Buffer supports thread scheduling, but "supports" is doing heavy lifting in that sentence. You can technically schedule a thread through Buffer, but the experience isn't designed for it.

Buffer's composer is built for single posts across multiple platforms. Threads are treated as an add-on rather than a core feature. The editor doesn't give you the card-based view that makes thread writing comfortable. Reordering is clunky. Preview is limited.

If you already use Buffer for multi-platform scheduling and occasionally want to schedule a thread, it works. If threads are a significant part of your content strategy, you'll find the writing experience frustrating compared to tools built specifically for X.

Pricing: Free for 3 channels. Paid starts at $6/month per channel.

Best for: Buffer users who occasionally schedule threads and don't want a separate tool.

Publer#

Publer is a multi-platform scheduler that added thread support. It's similar to Buffer in that threads aren't the main focus, but it handles them somewhat better.

The thread editor lets you write tweets individually and see them in a list view. There's auto-numbering, character count per tweet, and a basic preview. Scheduling works through their standard queue system.

Publer's pricing is competitive, and it covers a lot of platforms. But for dedicated thread writing, it's a "good enough" solution rather than a great one. The editor doesn't have the refinement of Typefully, and there's no thread-specific analytics.

Pricing: Free plan available. Paid starts at $12/month.

Best for: Multi-platform schedulers who want decent thread support at a reasonable price.

What about X's native tools?#

X does not support scheduling threads natively. You can schedule a single tweet through the composer, but there's no way to schedule a thread as a connected sequence.

TweetDeck (X Pro) also doesn't support thread scheduling. You can schedule individual tweets, but not as a threaded chain.

This is the main reason third-party thread schedulers exist.
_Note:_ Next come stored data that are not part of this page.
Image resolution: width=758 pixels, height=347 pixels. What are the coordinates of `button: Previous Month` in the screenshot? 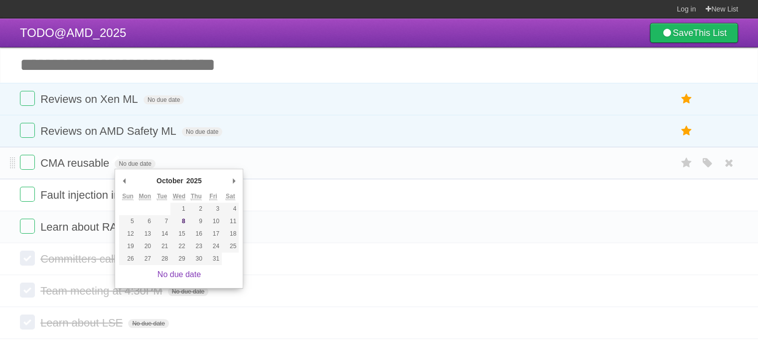 It's located at (124, 180).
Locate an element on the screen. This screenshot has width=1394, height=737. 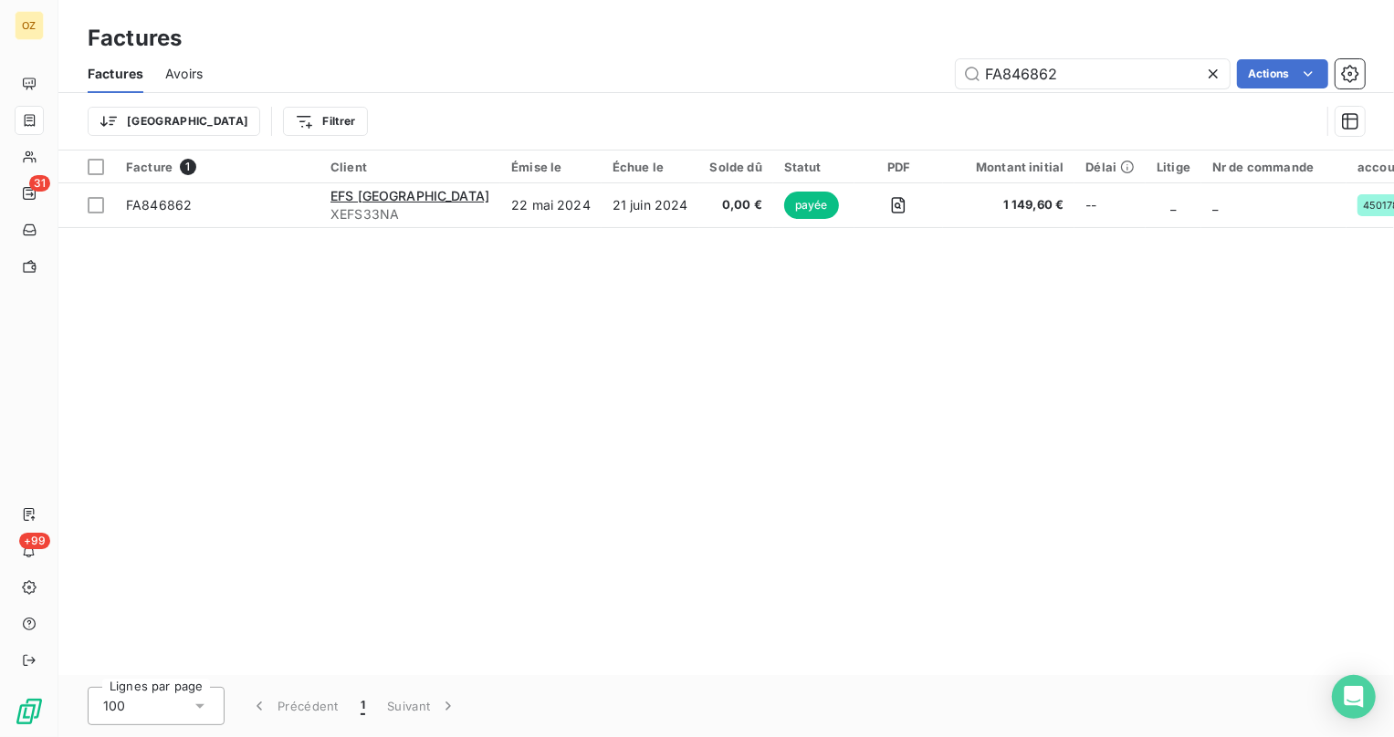
span: Facture is located at coordinates (149, 167).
It's a gap X has never filled, and at this point it seems like they don't plan to.

What about AI thread generation?#

Most thread schedulers let you write and schedule threads, but they assume you already know what you want to write. If your problem is coming up with thread ideas and content in the first place, scheduling is the easy part.

EchoPost doesn't schedule threads yet (it's on the roadmap), but it handles the harder part: generating tweet content in your voice. You can use the batch generation feature to get multiple tweet ideas from a single topic, and some of those ideas naturally expand into thread material. Write the thread from those ideas, then schedule it through Typefully or another tool.

The reason I mention it is that the bottleneck for most people isn't "I have a great thread ready and need to schedule it." It's "I know I should write more threads but I never know what to write about." Different problem, different tool. If that's you, having a set of twitter post templates to work from can also help you get unstuck.

Quick comparison#

| Tool | Thread editor | Auto-numbering | Thread analytics | AI writing | Starting price | |------|:---:|:---:|:---:|:---:|---:| | Typefully | Excellent | Yes | Yes | Limited | $12.50/mo | | Hypefury | Good | Yes | Basic | Yes | $19/mo | | Buffer | Basic | No | No | No | $6/mo | | Publer | Decent | Yes | No | No | $12/mo | | X native | N/A | N/A | N/A | No | Free |

My recommendation#

If threads are a significant part of your X strategy, use Typefully. The editor alone is worth the subscription. You'll write better threads faster, and the analytics help you improve over time.

If you want thread scheduling as part of a broader growth toolkit, Hypefury bundles it with automation features that can amplify your best content. I compared Hypefury and all the other options in my best twitter schedulers roundup.

If you already use Buffer and your thread output is low (one or two per month), it works fine without adding another tool.

And if your bottleneck is coming up with thread ideas rather than scheduling them, look at EchoPost for the content generation side and pair it with Typefully for the thread writing and scheduling.

Don't overthink it. The best thread scheduler is whichever one removes enough friction that you actually write and publish threads instead of just thinking about it.